Donald Neilson (1 August 1936; also known as the "Black Panther") is a British multiple murderer, whose most notable victim was Lesley Whittle, an heiress from Highley, Shropshire, England.

Early life

Neilson known previously under as Donald Nappey married in April 1955 at the age of 18. His daughter, Kathryn, was born in 1960. After his daughter's birth he changed his surname from the former to Neilson, so that she would not suffer from the humiliation that he had endured at school and in the army because of his surname. According to David Bell, Neilson bought a taxi from a man named Neilson and decided, then, to use that name instead of the former.[1] An alternative theory, proposed by a lodger who stayed with the Neilson family in 1960, is that Neilson took the name from an ice-cream van from which he often bought ice-cream for his daughter.[citation needed]

Turn to crime

A jobbing builder in Bradford, West Yorkshire, Neilson turned to crime when his business failed. It is believed he committed over 400 house burglaries without detection during his early days of crime. Proceeds were low, however, which resulted in him turning to robbing small post offices.

Turn to murder

His crimes became more and more violent and already having shot dead three sub-postmasters in post office robberies, (Donald Skepper in Harrogate, Sidney Grayland in Langley, West Midlands, and Derek Astin of Accrington) the Whittle case made him Britain's most wanted man in the mid-1970s.[2]

Kidnap of Lesley Whittle

Lesley Whittle (1957–1975) was a 17-year-old girl and was Neilson's youngest and best-known victim.

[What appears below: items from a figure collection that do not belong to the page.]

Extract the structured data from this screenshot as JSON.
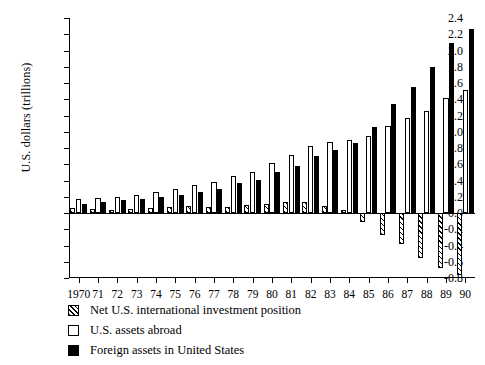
{
  "chart_data": {
    "type": "bar",
    "title": "",
    "xlabel": "",
    "ylabel": "U.S. dollars (trillions)",
    "ylim": [
      -0.8,
      2.4
    ],
    "ytick_step": 0.2,
    "grid": false,
    "legend_position": "below-plot-left",
    "categories": [
      "1970",
      "71",
      "72",
      "73",
      "74",
      "75",
      "76",
      "77",
      "78",
      "79",
      "80",
      "81",
      "82",
      "83",
      "84",
      "85",
      "86",
      "87",
      "88",
      "89",
      "90"
    ],
    "ytick_labels": [
      "2.4",
      "2.2",
      "2.0",
      "1.8",
      "1.6",
      "1.4",
      "1.2",
      "1.0",
      "0.8",
      "0.6",
      "0.4",
      "0.2",
      "0.0",
      "-0.2",
      "-0.4",
      "-0.6",
      "-0.8"
    ],
    "series": [
      {
        "name": "Net U.S. international investment position",
        "style": "hatched",
        "color": "#000000",
        "fill": "#ffffff",
        "values": [
          0.06,
          0.05,
          0.04,
          0.05,
          0.06,
          0.08,
          0.09,
          0.08,
          0.08,
          0.1,
          0.11,
          0.14,
          0.13,
          0.09,
          0.04,
          -0.11,
          -0.27,
          -0.38,
          -0.55,
          -0.68,
          -0.76
        ]
      },
      {
        "name": "U.S. assets abroad",
        "style": "open",
        "color": "#000000",
        "fill": "#ffffff",
        "values": [
          0.17,
          0.18,
          0.2,
          0.22,
          0.26,
          0.3,
          0.35,
          0.38,
          0.45,
          0.51,
          0.61,
          0.72,
          0.83,
          0.87,
          0.9,
          0.95,
          1.07,
          1.17,
          1.25,
          1.41,
          1.51
        ]
      },
      {
        "name": "Foreign assets in United States",
        "style": "solid",
        "color": "#000000",
        "fill": "#000000",
        "values": [
          0.11,
          0.13,
          0.16,
          0.17,
          0.2,
          0.22,
          0.26,
          0.3,
          0.37,
          0.41,
          0.5,
          0.58,
          0.7,
          0.78,
          0.86,
          1.06,
          1.34,
          1.55,
          1.8,
          2.09,
          2.27
        ]
      }
    ]
  },
  "axis": {
    "y_title": "U.S. dollars (trillions)"
  },
  "legend": {
    "items": [
      {
        "label": "Net U.S. international investment position",
        "swatch": "hatched-swatch"
      },
      {
        "label": "U.S. assets abroad",
        "swatch": "open-swatch"
      },
      {
        "label": "Foreign assets in United States",
        "swatch": "solid-swatch"
      }
    ]
  }
}
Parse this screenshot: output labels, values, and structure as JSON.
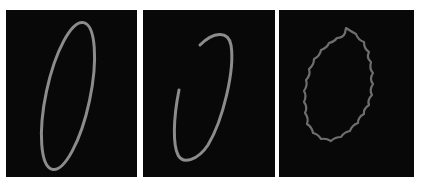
{
  "figure": {
    "panels": [
      {
        "id": "closed-ellipse",
        "shape": "closed ellipse contour",
        "stroke_color": "#8a8a8a"
      },
      {
        "id": "open-arc",
        "shape": "open elliptical arc contour",
        "stroke_color": "#8a8a8a"
      },
      {
        "id": "wavy-ellipse",
        "shape": "wavy ellipse contour",
        "stroke_color": "#6e6e6e"
      }
    ],
    "background_color": "#080808"
  }
}
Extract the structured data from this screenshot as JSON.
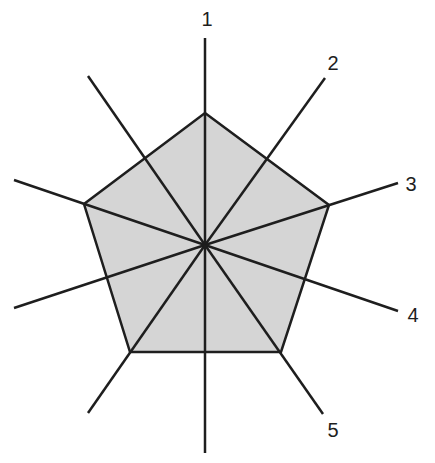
{
  "diagram": {
    "type": "radial-pentagon",
    "center": [
      205,
      245
    ],
    "colors": {
      "fill": "#d5d5d5",
      "stroke": "#1e1e1e",
      "background": "#ffffff"
    },
    "pentagon": [
      [
        205,
        113
      ],
      [
        329,
        205
      ],
      [
        281,
        352
      ],
      [
        130,
        352
      ],
      [
        84,
        204
      ]
    ],
    "labeled_axes": [
      {
        "label": "1",
        "end": [
          205,
          38
        ],
        "label_pos": [
          207,
          26
        ]
      },
      {
        "label": "2",
        "end": [
          325,
          78
        ],
        "label_pos": [
          333,
          70
        ]
      },
      {
        "label": "3",
        "end": [
          398,
          183
        ],
        "label_pos": [
          411,
          191
        ]
      },
      {
        "label": "4",
        "end": [
          398,
          311
        ],
        "label_pos": [
          413,
          322
        ]
      },
      {
        "label": "5",
        "end": [
          323,
          414
        ],
        "label_pos": [
          333,
          437
        ]
      }
    ],
    "unlabeled_axes": [
      {
        "end": [
          88,
          76
        ]
      },
      {
        "end": [
          14,
          180
        ]
      },
      {
        "end": [
          14,
          308
        ]
      },
      {
        "end": [
          88,
          413
        ]
      },
      {
        "end": [
          205,
          453
        ]
      }
    ]
  }
}
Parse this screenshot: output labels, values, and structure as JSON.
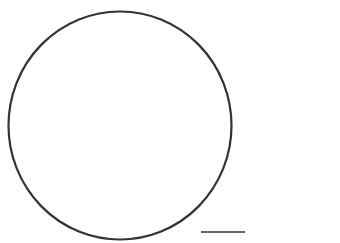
{
  "figure": {
    "background": "#ffffff",
    "stroke_color": "#333333",
    "circle": {
      "cx": 120,
      "cy": 125.5,
      "rx": 111.5,
      "ry": 114,
      "stroke_width": 2.2
    },
    "line": {
      "x1": 201,
      "y1": 232,
      "x2": 245,
      "y2": 232,
      "stroke_width": 1.6
    }
  }
}
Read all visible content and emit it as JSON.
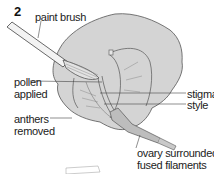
{
  "figure": {
    "step_number": "2",
    "labels": {
      "paint_brush": "paint brush",
      "pollen_applied_1": "pollen",
      "pollen_applied_2": "applied",
      "anthers_removed_1": "anthers",
      "anthers_removed_2": "removed",
      "stigma": "stigma",
      "style": "style",
      "ovary_1": "ovary surrounded by",
      "ovary_2": "fused filaments"
    },
    "colors": {
      "petal_fill": "#d4d4d4",
      "line": "#444444",
      "text": "#222222"
    }
  }
}
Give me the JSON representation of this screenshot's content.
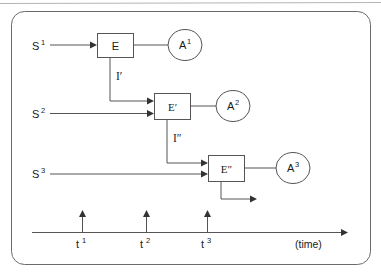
{
  "figure": {
    "border": {
      "type": "rounded-rectangle",
      "radius": 12
    },
    "colors": {
      "line": "#555555",
      "arrowhead": "#333333",
      "text": "#1a1a1a",
      "background": "#ffffff",
      "top_rule": "#b5b5b5"
    },
    "stimuli": [
      {
        "id": "s1",
        "base": "S",
        "sup": "1"
      },
      {
        "id": "s2",
        "base": "S",
        "sup": "2"
      },
      {
        "id": "s3",
        "base": "S",
        "sup": "3"
      }
    ],
    "events": [
      {
        "id": "e1",
        "label": "E"
      },
      {
        "id": "e2",
        "label": "E′"
      },
      {
        "id": "e3",
        "label": "E″"
      }
    ],
    "actions": [
      {
        "id": "a1",
        "base": "A",
        "sup": "1"
      },
      {
        "id": "a2",
        "base": "A",
        "sup": "2"
      },
      {
        "id": "a3",
        "base": "A",
        "sup": "3"
      }
    ],
    "internal_links": [
      {
        "id": "i1",
        "label": "I′"
      },
      {
        "id": "i2",
        "label": "I″"
      }
    ],
    "timeline": {
      "axis_label": "(time)",
      "ticks": [
        {
          "id": "t1",
          "base": "t",
          "sup": "1"
        },
        {
          "id": "t2",
          "base": "t",
          "sup": "2"
        },
        {
          "id": "t3",
          "base": "t",
          "sup": "3"
        }
      ]
    }
  }
}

On 14 January 1975, Whittle was kidnapped from the bedroom of her home in Shropshire, England. Neilson demanded a £50,000 ransom from her family for her release. Her mother was asleep in the house at the time. The kidnapper had read that Whittle had been left a considerable sum of money (£82,000—almost half a million pounds compared to 2007 figures) by her late father George (who died in 1967 at the age of 62), who ran a successful coach company, one of the largest in the country, based at Highley and Kidderminster.

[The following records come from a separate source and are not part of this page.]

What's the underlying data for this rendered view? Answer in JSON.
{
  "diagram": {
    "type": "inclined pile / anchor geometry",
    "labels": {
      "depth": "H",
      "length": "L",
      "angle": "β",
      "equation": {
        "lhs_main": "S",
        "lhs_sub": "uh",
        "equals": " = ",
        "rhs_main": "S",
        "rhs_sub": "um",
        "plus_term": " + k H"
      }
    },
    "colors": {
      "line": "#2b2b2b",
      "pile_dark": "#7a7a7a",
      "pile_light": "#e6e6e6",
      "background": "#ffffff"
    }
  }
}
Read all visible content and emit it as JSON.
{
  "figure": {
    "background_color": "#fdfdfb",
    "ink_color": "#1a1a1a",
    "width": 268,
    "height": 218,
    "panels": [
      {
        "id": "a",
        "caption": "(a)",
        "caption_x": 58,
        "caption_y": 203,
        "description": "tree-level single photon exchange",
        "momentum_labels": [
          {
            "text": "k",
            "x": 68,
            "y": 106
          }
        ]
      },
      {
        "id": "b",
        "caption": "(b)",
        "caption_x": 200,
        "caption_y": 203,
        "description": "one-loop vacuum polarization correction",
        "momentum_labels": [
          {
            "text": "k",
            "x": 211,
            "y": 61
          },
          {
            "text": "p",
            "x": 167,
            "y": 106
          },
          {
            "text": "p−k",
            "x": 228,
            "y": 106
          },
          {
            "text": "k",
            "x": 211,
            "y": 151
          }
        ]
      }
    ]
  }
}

A series of police bungles and other circumstances meant that Whittle's brother Ronald was unable to deliver the ransom money to the place and time demanded by the kidnapper, who, it is widely believed, pushed Whittle off the ledge in the drainage shaft where he had tethered her in Bathpool Park, at Kidsgrove, Staffordshire, strangling her. Whittle's body was found on 7 March 1975, hanging from a wire at the bottom of the shaft.

Capture and arrest

In December 1975, two police officers, Tony White and Stuart Mackenzie, spotted a man acting suspiciously outside a post office in Mansfield Woodhouse, Nottinghamshire. As a matter of routine, they stopped to question him. The man said he was on his way home from work, then produced a sawn-off shotgun from a parcel he was holding. He ordered White back into the car, then sat in the passenger seat with the gun jammed into Mackenzie's ribs.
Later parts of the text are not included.